* [WHAT TO DO] Though the entries hold pictures, only their text should be duplicated, exactly and in full.

* [PROVIDED MATERIAL]
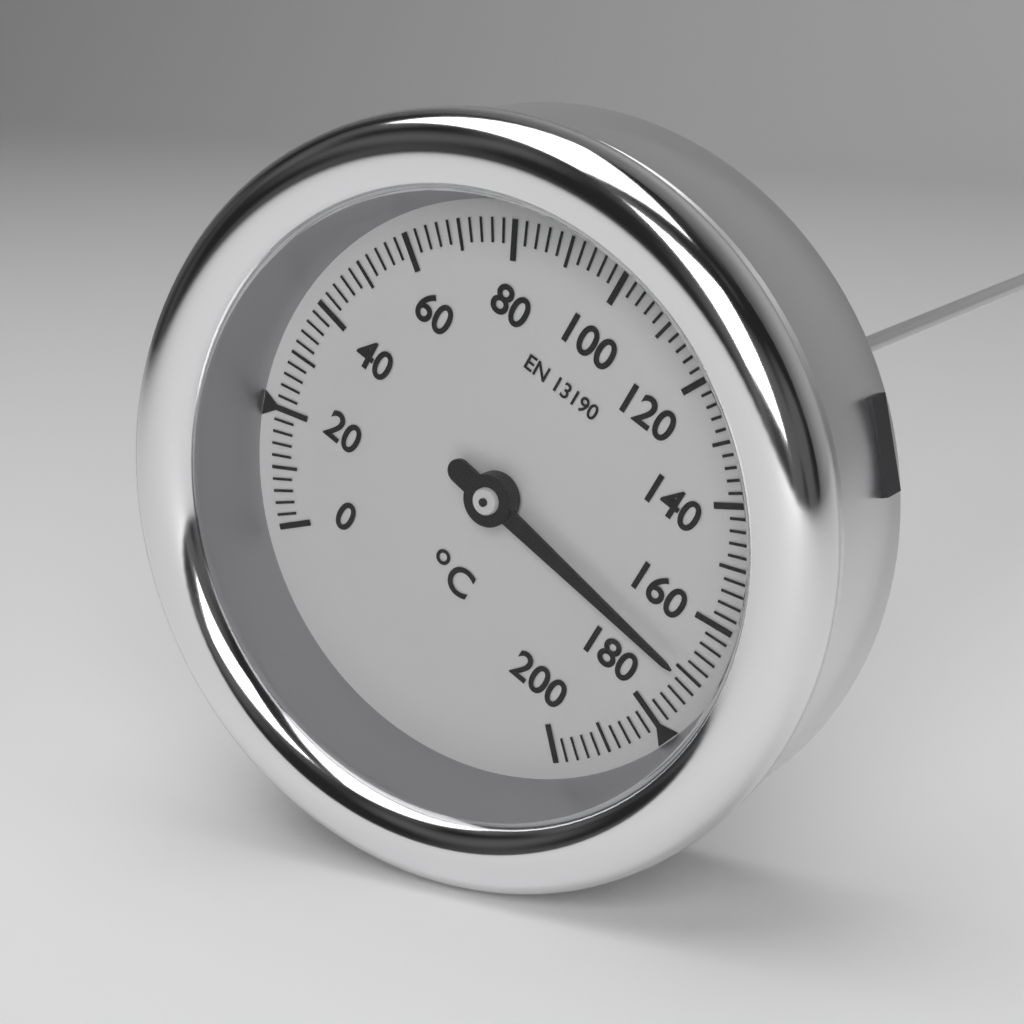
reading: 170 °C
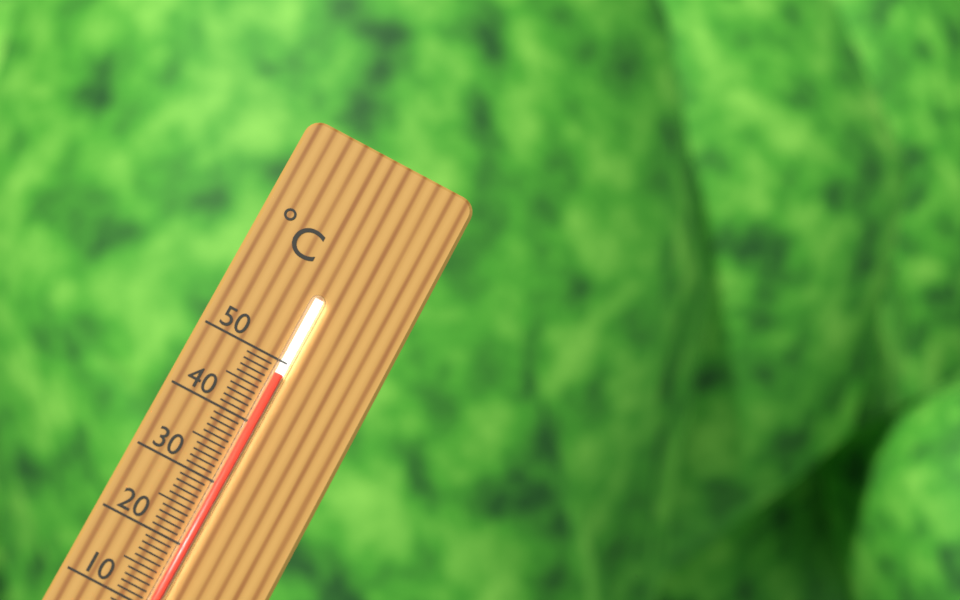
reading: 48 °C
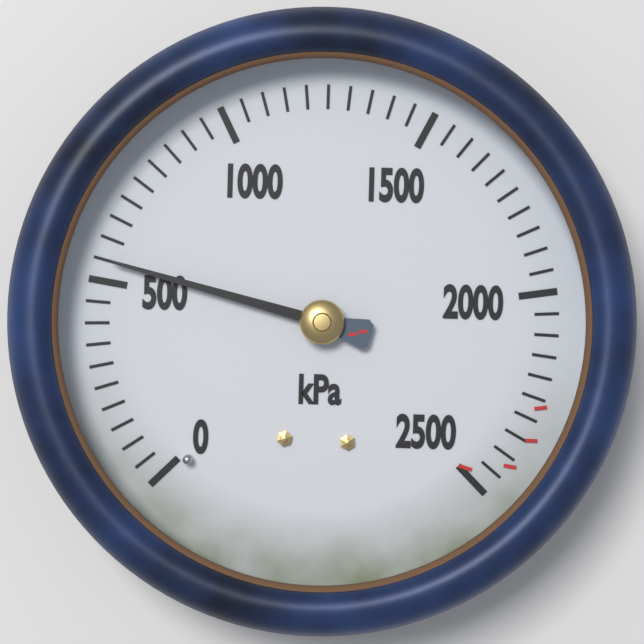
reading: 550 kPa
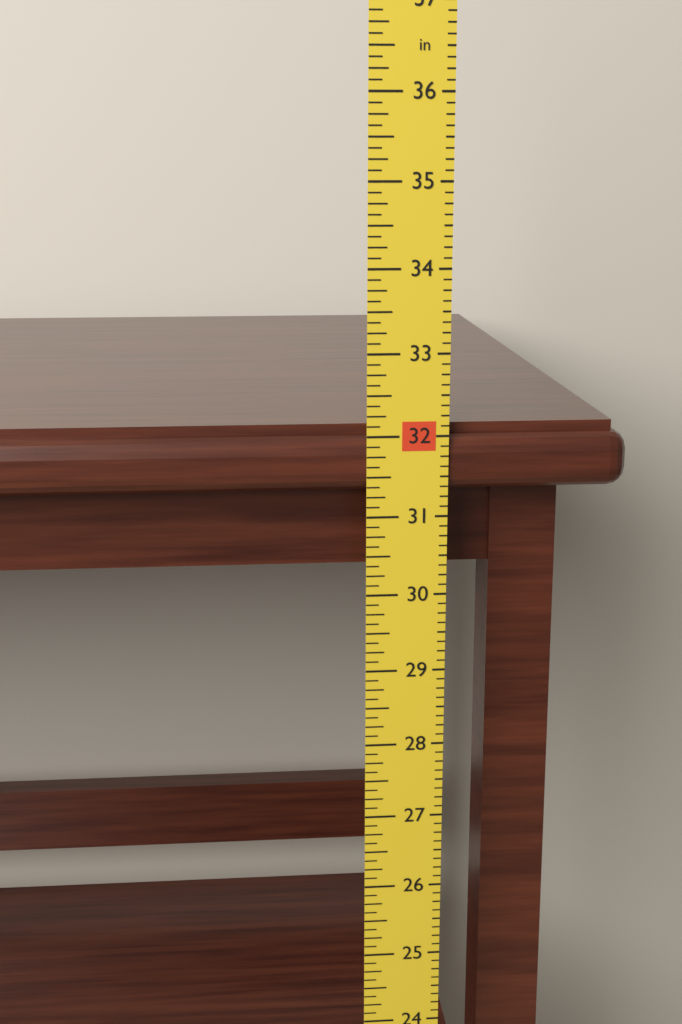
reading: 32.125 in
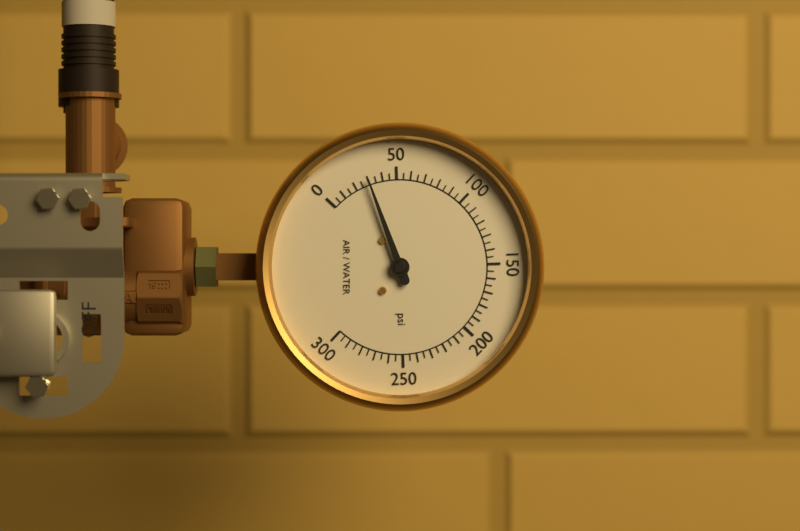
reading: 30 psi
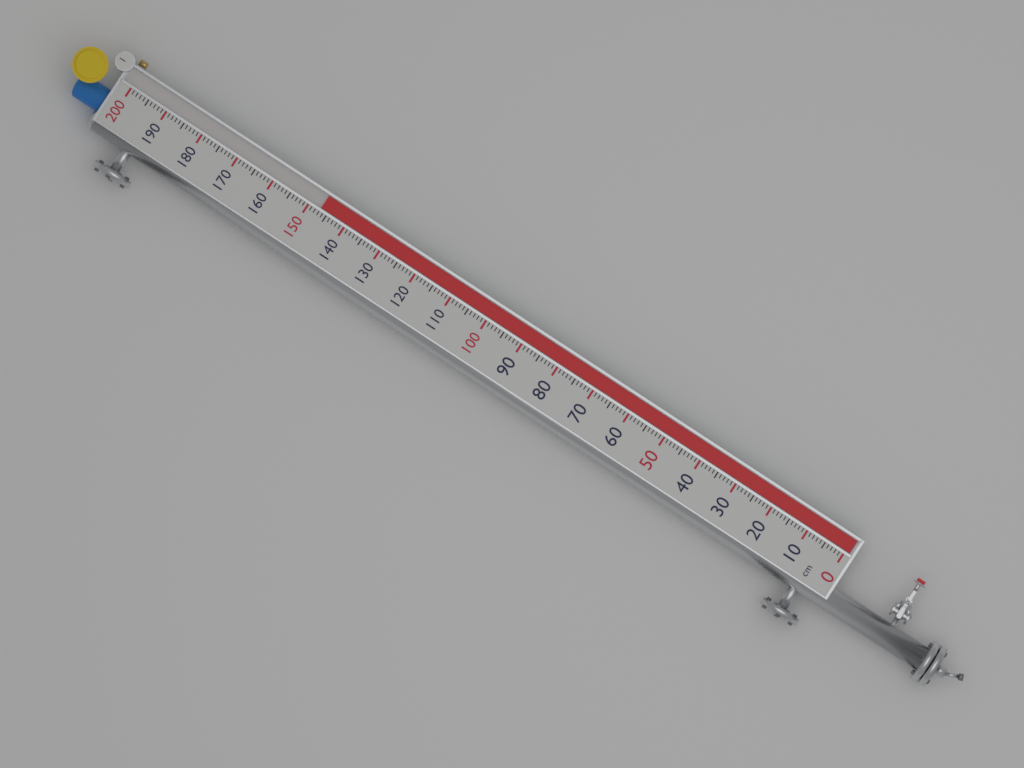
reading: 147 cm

* [RESPONSE FOR THIS EXERCISE]
reading: 170 °C
reading: 48 °C
reading: 550 kPa
reading: 32.125 in
reading: 30 psi
reading: 147 cm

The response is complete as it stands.